From a one-mile Mini Mudder for the kiddos to the World’s Toughest Mudder on a 5-mile loop held over 24 hours—where the top athletes average more than 100 miles—there is something for everyone. Popular events include a 5K with 13 obstacles; the Tough Mudder Classic that ranges from eight to 10 miles with 25 obstacles; and the Regional Toughest Mudder, typically held on a 5-mile circuit that’s repeated over a 12-hour timeframe. There are also individual and team relays.
Corporations are now looking at Tough Mudder to build on-site courses that can be used for team building.
Bringing the circus to town
Come this November there are plenty of people willing to lay their money down at the World’s Toughest Mudder in Atlanta. It is there, Little says, that Tough Mudder will showcase its latest obstacle designs which will be on courses in 2020.
At least some of those designs will have come from Little, who among other obstacles, helped create the “Block Ness Monster,” a series of floating, rotating blocks (the spines of Nessie) that participants do their best to climb over with the aid of their fellow Mudders.
His design inspiration is drawn from the fans who send all sorts of crazy ideas in. One year, Tough Mudder tested a challenge in which athletes drank a shot of hot sauce and climbed a mountain before jumping into a dumpster filled with ice.
No matter what the designs are, each obstacle goes through testing employees and competitors.
“If something is too dangerous or doesn’t evoke the right experience it will not go forward,” Little says.
Taking the show on the road
Tough Mudder’s models and designs, he says, have been shared with 18 licensed partners, who have local tradesmen build the intellectual property—like the Block Ness Monster—overseas. Little’s job is to oversee events globally and take care of licensing and production requests.
To get the job done domestically, Little has forged a strong friendship and business relationship with David Watkins of Indiana-based David Watkins Homes. As the CEO of the fourth-generation homebuilding team remembers, an unusual Tough Mudder email popped up and he almost hit “delete.”
“Tackling a new project in the recession of 2008 was a Godsend. I was a homebuilder with no work, and this allowed me to travel around the country as a carpenter to build obstacles,” Watkins says. “It jump started my whole life.”
Serving as a subcontractor to Little’s visions, Watkins secures anything that is needed to build the courses and has 70 projects to his credit. Trying a race for fun in 2013, he slipped and broke three ribs, so he says he’ll stick to carpentry.
“This job is a dream. I love meeting people around the country, it’s still amazing to me,” Watkins says. “And as for Johnny, he’s a wonderful man who’s been there through thick and thin.”
There’s no “I” in team
Little always knew there was a good chance he’d wind up in construction, following in his father’s footsteps—but never did he envision a niche quite like this.
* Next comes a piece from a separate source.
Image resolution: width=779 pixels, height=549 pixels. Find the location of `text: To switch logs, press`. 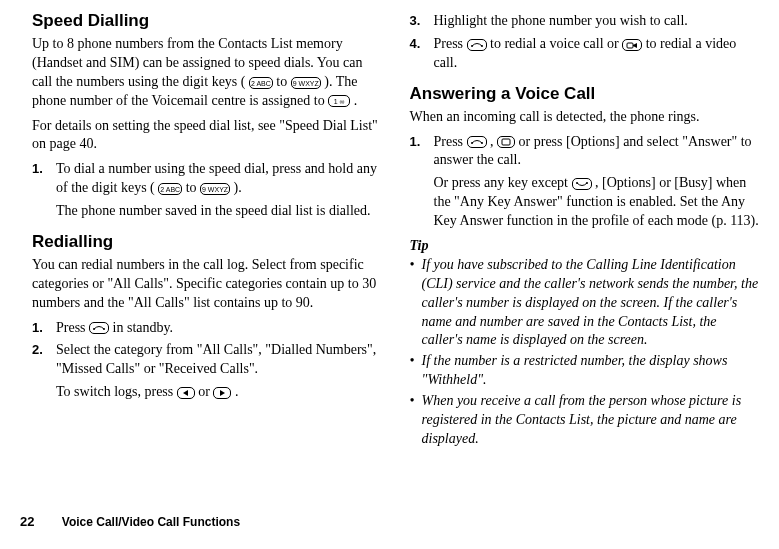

Growing up in the family construction business, Little took time out to attend the State University of New York College in Cortland where he earned a bachelor’s degree in political science and governance in 2005.
While he still has a hand in residential construction, he joined Tough Mudder in 2014 as a construction manager and worked his way up to take his current position in January.
The job, he says, is perfect for him, blending its own unique set of construction and design experiences with his love of endurance endeavors. He brings that race experience to the table, having competed in everything from the Norseman Extreme Triathlon featuring swimming in fjords, to running marathons.
While his father John Little Jr. passed away three years ago, he’s inspired by him to this day.
“I absolutely love it all,” he says. “My father taught me that business doesn’t end at 5 o’clock on a Friday; you need to be there for your partners—and the team experience here takes it to another level.”